'The name of Montague Rhodes James is not widely recognized in America, and there will be little fellow-feeling for the world he chose to inhabit.'
So begins an
essay by Anthony Lane, which sums up the appeal of the Jamesian ghost story rather neatly. He offers New Yorker readers a decent potted biography of MRJ and extracts from some of the most famous stories. And Robert Lloyd Parry's performances get a mention - can transatlantic fame be far behind?
I like Lane's way with words:
'What truly provoked him, and what filtered into the underground strata of the stories, was not so much misogyny as a more basic, mortal panic at gazing into the face—or, heaven preserve him, below the waist—of the unknown.'
2 comments:
Surprising (if not astonishing) that he isn't well-known on the other side of the pond, especially given the popularity of Lovecraft (although I'd rate James over Lovecraft any day as a stylist). I only discovered recently that Iain Banks is also relatively unknown in the US, while Pratchett and Diana Wynne Jones (the children's book author) are popular. Go figure.
I think much of this is sheer dumb luck. Some British writers - such as Wodehouse - understood the US and to some extent produced fiction that would have transatlantic appeal. I think MRJ is just the sort of British author a lot of Americans would like, but I could be wrong. Iain Banks is arguably very British in his mainstream fiction, but his sf ought to be better known Stateside. As you say, go figure.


◆ What this task involves ◆
Would you reproduce the whole listing below without altering a single word?

::::

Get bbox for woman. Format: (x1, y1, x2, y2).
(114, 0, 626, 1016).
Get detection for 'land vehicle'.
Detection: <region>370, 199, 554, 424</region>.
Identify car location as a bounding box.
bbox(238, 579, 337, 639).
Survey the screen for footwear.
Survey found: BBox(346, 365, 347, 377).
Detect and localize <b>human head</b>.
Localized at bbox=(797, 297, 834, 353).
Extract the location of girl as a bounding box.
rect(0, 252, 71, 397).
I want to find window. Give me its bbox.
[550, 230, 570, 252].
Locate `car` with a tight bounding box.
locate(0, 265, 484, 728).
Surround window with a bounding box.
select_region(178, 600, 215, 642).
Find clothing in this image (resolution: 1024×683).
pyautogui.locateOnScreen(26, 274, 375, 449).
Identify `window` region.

::::

◆ Result ◆
Get bbox for woman. Format: (x1, y1, x2, y2).
(114, 0, 626, 1016).
Get detection for 'land vehicle'.
Detection: <region>370, 199, 554, 424</region>.
Identify car location as a bounding box.
bbox(238, 579, 337, 639).
Survey the screen for footwear.
Survey found: BBox(346, 365, 347, 377).
Detect and localize <b>human head</b>.
Localized at bbox=(797, 297, 834, 353).
Extract the location of girl as a bounding box.
rect(0, 252, 71, 397).
I want to find window. Give me its bbox.
[550, 230, 570, 252].
Locate `car` with a tight bounding box.
locate(0, 265, 484, 728).
Surround window with a bounding box.
select_region(178, 600, 215, 642).
Find clothing in this image (resolution: 1024×683).
pyautogui.locateOnScreen(26, 274, 375, 449).
Identify `window` region.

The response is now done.